Bail, Sentencing & Punishment
The liberty side of a case: getting released before trial and fighting a high bail, plus how sentencing really works — mandatory minimums, guidelines, the sentencing hearing, concurrent vs. consecutive terms, credit for time served, and alternatives to jail. Ranges vary by state and by offense.
All Bail, Sentencing & Punishment guides
- Alternative Sentencing: House Arrest and Work Release
Plain-English guide to house arrest, work release, weekend jail, and treatment court as alternatives to jail time, and how to request one.
- Bail Conditions and Pretrial Release Rules
What bail conditions like no-contact orders, travel limits, and drug testing mean, what happens if you violate one, and how to ask a court to change them.
- Credit for Time Served Explained
How presentence jail credit works, when it reduces a sentence, and why the rules differ by state and by case.
- The Presentence Investigation Report (PSR)
What a presentence investigation report (PSR) is, why it drives your sentence, and how to review and object to errors before sentencing.
- What Happens at a Sentencing Hearing
What happens at a sentencing hearing: timing, who argues, victim statements, your right to speak (allocution), and how to prepare.
- Sentence Mitigation and Character Letters
How to build a sentence mitigation case: character letters, treatment records, and what genuinely moves a judge before sentencing.
- What Happens If You Can't Afford Bail
If you can't pay bail, you stay in jail pretrial. Here are your real options, the equity problem, and how detention affects your case.
- Fines, Court Fees, and the Cost of a Conviction
Fines, fees, and restitution after a conviction explained plainly — ability to pay, Bearden v. Georgia, nonpayment risks, and payment-plan steps.
- The Death Penalty: The Basics
A plain-English overview of how death penalty cases work: capital vs. non-capital charges, the two-part trial, and appeals.
- The Eighth Amendment and Excessive Punishment
The Eighth Amendment bars excessive bail, excessive fines, and cruel and unusual punishment. Here's what that protects and how to act on it.
- Pretrial Detention and Your Rights
When can you be held without bail before trial? How detention hearings work, the presumption of release, and what U.S. v. Salerno allows.
- How to Get Your Bail Money Back
Cash bail is usually refundable minus fees once your case ends; a bail bond premium is not. Here's how the process works.
- Federal Sentencing Guidelines Explained
How federal sentencing guidelines work: the offense-level/criminal-history grid, why they're advisory, and how judges use § 3553(a).
- Community Service and Diversion Programs
Diversion programs, drug/DUI/mental-health courts, and community service can lead to dismissal instead of a conviction — rules vary sharply by state.
- What Is a Suspended Sentence?
What a suspended sentence means, imposition vs. execution suspended, what triggers activation, and how it differs from deferred adjudication.
- Good-Time Credit and Early Release
How good-time and earned-time credits, parole, mandatory release, and compassionate release actually work for someone serving a sentence.
- Victim Impact Statements and Sentencing
What victim impact statements are, the right to be heard under Payne v. Tennessee, how they affect sentencing, and how the defense can respond.
- Three-Strikes and Habitual-Offender Laws
How three-strikes and habitual-offender sentencing laws work, what counts as a strike, and why Ewing v. California upheld a 25-to-life sentence.
- Mandatory Minimum Sentences Explained
Mandatory minimums are sentencing floors judges can't go below—how they work, safety valves, cooperation deals, and why they drive plea pressure.
- Cash Bail Reform Explained
Cash bail reform explained: what it is, why states are changing it, risk-assessment tools, and what to expect if you or a loved one is arrested.
- Failure to Appear and Bail Jumping
Missing court can trigger a bench warrant, bail forfeiture, and a new charge. Learn what happens and what to do if you missed a court date.
- How to Get Your Bail Reduced
How to file for a bail reduction, the factors judges weigh, and what evidence actually helps lower your bail amount.
- Concurrent vs. Consecutive Sentences
Concurrent sentences run at once; consecutive ones stack. Learn when judges decide vs. when consecutive time is mandatory.
- Released on Your Own Recognizance (OR) Explained
What "released on your own recognizance" means, who qualifies, common conditions, and how to argue for OR release before your first court date.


→ **Work task**: No record may be left out; print them all verbatim.

== Segment start ==

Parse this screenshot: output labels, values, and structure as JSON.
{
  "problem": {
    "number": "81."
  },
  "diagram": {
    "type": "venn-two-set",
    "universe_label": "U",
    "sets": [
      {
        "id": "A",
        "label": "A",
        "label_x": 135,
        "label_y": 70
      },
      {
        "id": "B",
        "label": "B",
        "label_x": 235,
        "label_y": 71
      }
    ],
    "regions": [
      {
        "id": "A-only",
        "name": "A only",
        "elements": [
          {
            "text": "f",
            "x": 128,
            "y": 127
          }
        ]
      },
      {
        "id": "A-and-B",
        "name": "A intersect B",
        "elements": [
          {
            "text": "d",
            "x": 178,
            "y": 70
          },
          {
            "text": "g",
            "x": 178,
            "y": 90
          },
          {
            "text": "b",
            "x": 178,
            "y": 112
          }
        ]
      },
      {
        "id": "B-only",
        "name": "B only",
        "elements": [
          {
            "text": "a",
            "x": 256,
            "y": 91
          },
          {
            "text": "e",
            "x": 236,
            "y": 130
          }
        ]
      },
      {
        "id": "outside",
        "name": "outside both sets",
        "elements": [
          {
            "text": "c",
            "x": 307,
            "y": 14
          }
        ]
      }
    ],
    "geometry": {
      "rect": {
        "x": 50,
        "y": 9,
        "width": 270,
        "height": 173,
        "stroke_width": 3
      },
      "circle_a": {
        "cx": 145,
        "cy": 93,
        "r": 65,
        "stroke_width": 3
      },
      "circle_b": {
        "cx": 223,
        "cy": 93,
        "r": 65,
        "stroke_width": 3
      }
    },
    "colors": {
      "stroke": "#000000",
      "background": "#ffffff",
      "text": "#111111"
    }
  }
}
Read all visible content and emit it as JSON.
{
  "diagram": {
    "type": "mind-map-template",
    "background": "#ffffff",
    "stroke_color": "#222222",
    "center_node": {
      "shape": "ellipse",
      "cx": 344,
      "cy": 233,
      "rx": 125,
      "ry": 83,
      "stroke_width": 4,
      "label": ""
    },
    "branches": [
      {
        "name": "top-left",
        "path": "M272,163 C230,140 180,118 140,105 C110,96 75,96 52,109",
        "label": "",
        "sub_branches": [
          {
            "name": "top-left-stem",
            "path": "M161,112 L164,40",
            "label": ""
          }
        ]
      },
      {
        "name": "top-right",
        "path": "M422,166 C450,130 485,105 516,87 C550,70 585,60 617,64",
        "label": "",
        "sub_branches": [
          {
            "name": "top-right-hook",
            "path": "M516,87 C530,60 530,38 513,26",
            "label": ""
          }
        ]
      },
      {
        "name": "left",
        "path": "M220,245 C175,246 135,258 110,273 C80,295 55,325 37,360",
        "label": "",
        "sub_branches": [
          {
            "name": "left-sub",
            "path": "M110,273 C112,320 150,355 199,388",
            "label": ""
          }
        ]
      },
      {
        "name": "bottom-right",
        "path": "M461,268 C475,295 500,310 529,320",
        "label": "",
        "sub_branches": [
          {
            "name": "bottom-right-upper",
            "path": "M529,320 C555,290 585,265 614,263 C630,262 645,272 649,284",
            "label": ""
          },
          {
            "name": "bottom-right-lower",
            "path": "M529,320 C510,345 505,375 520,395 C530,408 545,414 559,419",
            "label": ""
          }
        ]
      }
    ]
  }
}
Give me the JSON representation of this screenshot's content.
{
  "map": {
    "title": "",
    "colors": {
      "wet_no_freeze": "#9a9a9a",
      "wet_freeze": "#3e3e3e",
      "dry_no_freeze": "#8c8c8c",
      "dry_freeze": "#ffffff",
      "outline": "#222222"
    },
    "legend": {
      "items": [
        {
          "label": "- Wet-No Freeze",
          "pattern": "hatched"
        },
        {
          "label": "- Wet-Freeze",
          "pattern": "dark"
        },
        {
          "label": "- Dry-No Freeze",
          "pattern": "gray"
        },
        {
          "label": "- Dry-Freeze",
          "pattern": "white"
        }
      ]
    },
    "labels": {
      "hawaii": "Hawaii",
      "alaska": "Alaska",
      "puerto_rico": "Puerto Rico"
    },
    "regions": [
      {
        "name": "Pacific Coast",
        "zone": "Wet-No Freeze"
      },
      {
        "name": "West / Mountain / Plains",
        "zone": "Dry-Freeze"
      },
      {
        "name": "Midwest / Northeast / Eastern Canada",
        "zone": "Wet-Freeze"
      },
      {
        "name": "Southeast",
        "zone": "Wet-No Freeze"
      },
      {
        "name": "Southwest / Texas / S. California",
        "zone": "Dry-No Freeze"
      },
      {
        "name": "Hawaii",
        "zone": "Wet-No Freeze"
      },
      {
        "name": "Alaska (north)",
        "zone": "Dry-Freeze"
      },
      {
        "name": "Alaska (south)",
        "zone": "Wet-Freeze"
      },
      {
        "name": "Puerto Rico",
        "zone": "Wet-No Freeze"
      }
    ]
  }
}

== Segment end ==

→ **Written response**:
Parse this screenshot: output labels, values, and structure as JSON.
{
  "problem": {
    "number": "81."
  },
  "diagram": {
    "type": "venn-two-set",
    "universe_label": "U",
    "sets": [
      {
        "id": "A",
        "label": "A",
        "label_x": 135,
        "label_y": 70
      },
      {
        "id": "B",
        "label": "B",
        "label_x": 235,
        "label_y": 71
      }
    ],
    "regions": [
      {
        "id": "A-only",
        "name": "A only",
        "elements": [
          {
            "text": "f",
            "x": 128,
            "y": 127
          }
        ]
      },
      {
        "id": "A-and-B",
        "name": "A intersect B",
        "elements": [
          {
            "text": "d",
            "x": 178,
            "y": 70
          },
          {
            "text": "g",
            "x": 178,
            "y": 90
          },
          {
            "text": "b",
            "x": 178,
            "y": 112
          }
        ]
      },
      {
        "id": "B-only",
        "name": "B only",
        "elements": [
          {
            "text": "a",
            "x": 256,
            "y": 91
          },
          {
            "text": "e",
            "x": 236,
            "y": 130
          }
        ]
      },
      {
        "id": "outside",
        "name": "outside both sets",
        "elements": [
          {
            "text": "c",
            "x": 307,
            "y": 14
          }
        ]
      }
    ],
    "geometry": {
      "rect": {
        "x": 50,
        "y": 9,
        "width": 270,
        "height": 173,
        "stroke_width": 3
      },
      "circle_a": {
        "cx": 145,
        "cy": 93,
        "r": 65,
        "stroke_width": 3
      },
      "circle_b": {
        "cx": 223,
        "cy": 93,
        "r": 65,
        "stroke_width": 3
      }
    },
    "colors": {
      "stroke": "#000000",
      "background": "#ffffff",
      "text": "#111111"
    }
  }
}
Read all visible content and emit it as JSON.
{
  "diagram": {
    "type": "mind-map-template",
    "background": "#ffffff",
    "stroke_color": "#222222",
    "center_node": {
      "shape": "ellipse",
      "cx": 344,
      "cy": 233,
      "rx": 125,
      "ry": 83,
      "stroke_width": 4,
      "label": ""
    },
    "branches": [
      {
        "name": "top-left",
        "path": "M272,163 C230,140 180,118 140,105 C110,96 75,96 52,109",
        "label": "",
        "sub_branches": [
          {
            "name": "top-left-stem",
            "path": "M161,112 L164,40",
            "label": ""
          }
        ]
      },
      {
        "name": "top-right",
        "path": "M422,166 C450,130 485,105 516,87 C550,70 585,60 617,64",
        "label": "",
        "sub_branches": [
          {
            "name": "top-right-hook",
            "path": "M516,87 C530,60 530,38 513,26",
            "label": ""
          }
        ]
      },
      {
        "name": "left",
        "path": "M220,245 C175,246 135,258 110,273 C80,295 55,325 37,360",
        "label": "",
        "sub_branches": [
          {
            "name": "left-sub",
            "path": "M110,273 C112,320 150,355 199,388",
            "label": ""
          }
        ]
      },
      {
        "name": "bottom-right",
        "path": "M461,268 C475,295 500,310 529,320",
        "label": "",
        "sub_branches": [
          {
            "name": "bottom-right-upper",
            "path": "M529,320 C555,290 585,265 614,263 C630,262 645,272 649,284",
            "label": ""
          },
          {
            "name": "bottom-right-lower",
            "path": "M529,320 C510,345 505,375 520,395 C530,408 545,414 559,419",
            "label": ""
          }
        ]
      }
    ]
  }
}
Give me the JSON representation of this screenshot's content.
{
  "map": {
    "title": "",
    "colors": {
      "wet_no_freeze": "#9a9a9a",
      "wet_freeze": "#3e3e3e",
      "dry_no_freeze": "#8c8c8c",
      "dry_freeze": "#ffffff",
      "outline": "#222222"
    },
    "legend": {
      "items": [
        {
          "label": "- Wet-No Freeze",
          "pattern": "hatched"
        },
        {
          "label": "- Wet-Freeze",
          "pattern": "dark"
        },
        {
          "label": "- Dry-No Freeze",
          "pattern": "gray"
        },
        {
          "label": "- Dry-Freeze",
          "pattern": "white"
        }
      ]
    },
    "labels": {
      "hawaii": "Hawaii",
      "alaska": "Alaska",
      "puerto_rico": "Puerto Rico"
    },
    "regions": [
      {
        "name": "Pacific Coast",
        "zone": "Wet-No Freeze"
      },
      {
        "name": "West / Mountain / Plains",
        "zone": "Dry-Freeze"
      },
      {
        "name": "Midwest / Northeast / Eastern Canada",
        "zone": "Wet-Freeze"
      },
      {
        "name": "Southeast",
        "zone": "Wet-No Freeze"
      },
      {
        "name": "Southwest / Texas / S. California",
        "zone": "Dry-No Freeze"
      },
      {
        "name": "Hawaii",
        "zone": "Wet-No Freeze"
      },
      {
        "name": "Alaska (north)",
        "zone": "Dry-Freeze"
      },
      {
        "name": "Alaska (south)",
        "zone": "Wet-Freeze"
      },
      {
        "name": "Puerto Rico",
        "zone": "Wet-No Freeze"
      }
    ]
  }
}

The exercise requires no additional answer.